Barefoot with a Stranger (Barefoot Bay Undercover #2)(5)



Except he knew the deal. They’d canceled the flight to give this woman time to worm her way into his head. Yes, damn it, they had that much power.

“There are no more flights tonight,” a man informed them, sounding disgusted as he walked by.

“I have to find an airport hotel,” another woman said into her phone. “I am not sleeping in the terminal.”

Chessie looked up at him, her eyes wide, as if this news actually surprised her.

He put his hand on her shoulder. “A hotel might be a good idea, Francesca.”

He felt her shudder under his touch. A shudder that felt damn real, and damn…interested.

Just how far would this talented little spy take her mission tonight?





Chapter Two





There was a low-grade panic humming through the tight squeeze of humanity packed into the Marriott hotel’s airport shuttle. Or maybe that was just Chessie’s fried nerve endings vibrating with a bad case of now what?

As if she didn’t know what.

The other dozen or so stranded travelers were griping about inconvenience, worried about room availability, questioning where they’d get a toothbrush or clean underwear. Chessie, with nothing but a handbag, laptop, wallet, cell phone, and an e-reader, was in the same boat.

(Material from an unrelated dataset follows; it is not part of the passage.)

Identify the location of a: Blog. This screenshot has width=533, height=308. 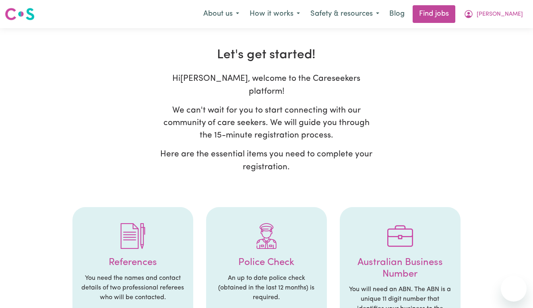
(397, 14).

But she could handle the possibility of wearing the same clothes for twenty-four hours. Her tension was caused by a whole different unexpected problem—namely, taking off those clothes with a perfect stranger.

Damn near perfect, and getting to be less of a stranger with each passing minute. Right this second, he was the intense, sexy, attentive, and oh so ridiculously hot guy who made her laugh and whose muscles tensed against her every time the van hit a bump.

By unspoken agreement, they’d stuck close to each other in the airport, getting information on possible solutions, the shared travel glitch intensifying, and justifying, the connection. They’d finally walked with a small group of weary travelers to the transportation area and stayed close while waiting for the shuttle to an airport hotel reported to have vacancies.

He hadn’t texted or called anyone, she noticed, and he didn’t seem overly put out by the delay. She’d sent a text to Gabe that she’d be on the first flight to Fort Myers, leaving at ten thirty a.m., and then she did the unthinkable and shut off her phone.


Just that little act of defiance sent a shiver of anticipation through her, a little frisson of tension that made her feel like anything could happen. Anything and everything.

She glanced up at the man on her right and caught him eyeing her as well. Silent in their secret companionship with only the background sounds of unhappy phone calls and explanations still going on inside the overly warm van, it was like they were magnetically pulled to each other.

“You need anything to make it through the night?” he asked.

Um…sex. Lots of it. “I’ll buy a toothbrush and can sleep in my clothes.” Or naked. She swallowed, her throat dry.

“You can borrow a T-shirt, if you want.”

His voice, with just enough of a timbre of implication, rolled over her, warming her so much that she turned to the rain-streaked windows, tempted to press her cheek against the cool glass. Instead, she let the blur of the Atlanta airport pass by.

Chessie had never had a one-night stand, didn’t do the hookup thing that was considered the norm among many thirty-year-olds. The whole idea was just too damn spontaneous for a planner like her. But this situation was different. Weird. Electrified. Off anything that resembled a plan.

Screw a plan.

No, no. She fought a secret smile and a tingling in her lower half. A plan was not what she wanted to screw tonight.

“Here we are,” Mal said, shifting slightly in his seat, making her unable to think about anything except how his leg felt pressed against her. It was hard, thick, and strong. She’d never really thought about a man’s leg before. She was a shoulder and biceps kind of girl. But his leg…

Lust had clearly fried her motherboard.

He met her look with the slightest hint of amusement in his dark eyes. Like he knew something about her that even she didn’t know. That was part of his appeal, she noticed. Always a very subtle, tacit hint that he knew what she was thinking.

And she was thinking about legs. And…other parts.

She let out a sigh as the van pulled under the hotel overhang, the lights of the lobby looking warm and inviting on the cool, December night.

“You okay?” Mal asked, leaning close to her ear so his breath fluttered some of her hair and launched a landslide of goose bumps.

“Yeah, sure. I mean…” She wet her lips and looked up at him. “Are you?”

They were dancing around the obvious. Are we doing this or not?

He broke into a slow grin that made her stomach feel like a butterfly garden during a windstorm. “Define okay, Francesca.”

And did he have to say her much-hated name in a way that sounded like a warm breeze over flower petals? She wanted him to say it again and again, in her ear, against her mouth, as he got on top of her and—

“Out to the right, please,” the driver barked as he stopped the van and silenced her thoughts.

Blood thrummed in her head as she waited her turn to climb out from the corner at the way back, but Mal was on her right, so he had to go first, giving her a bird’s-eye view of his ass in jeans.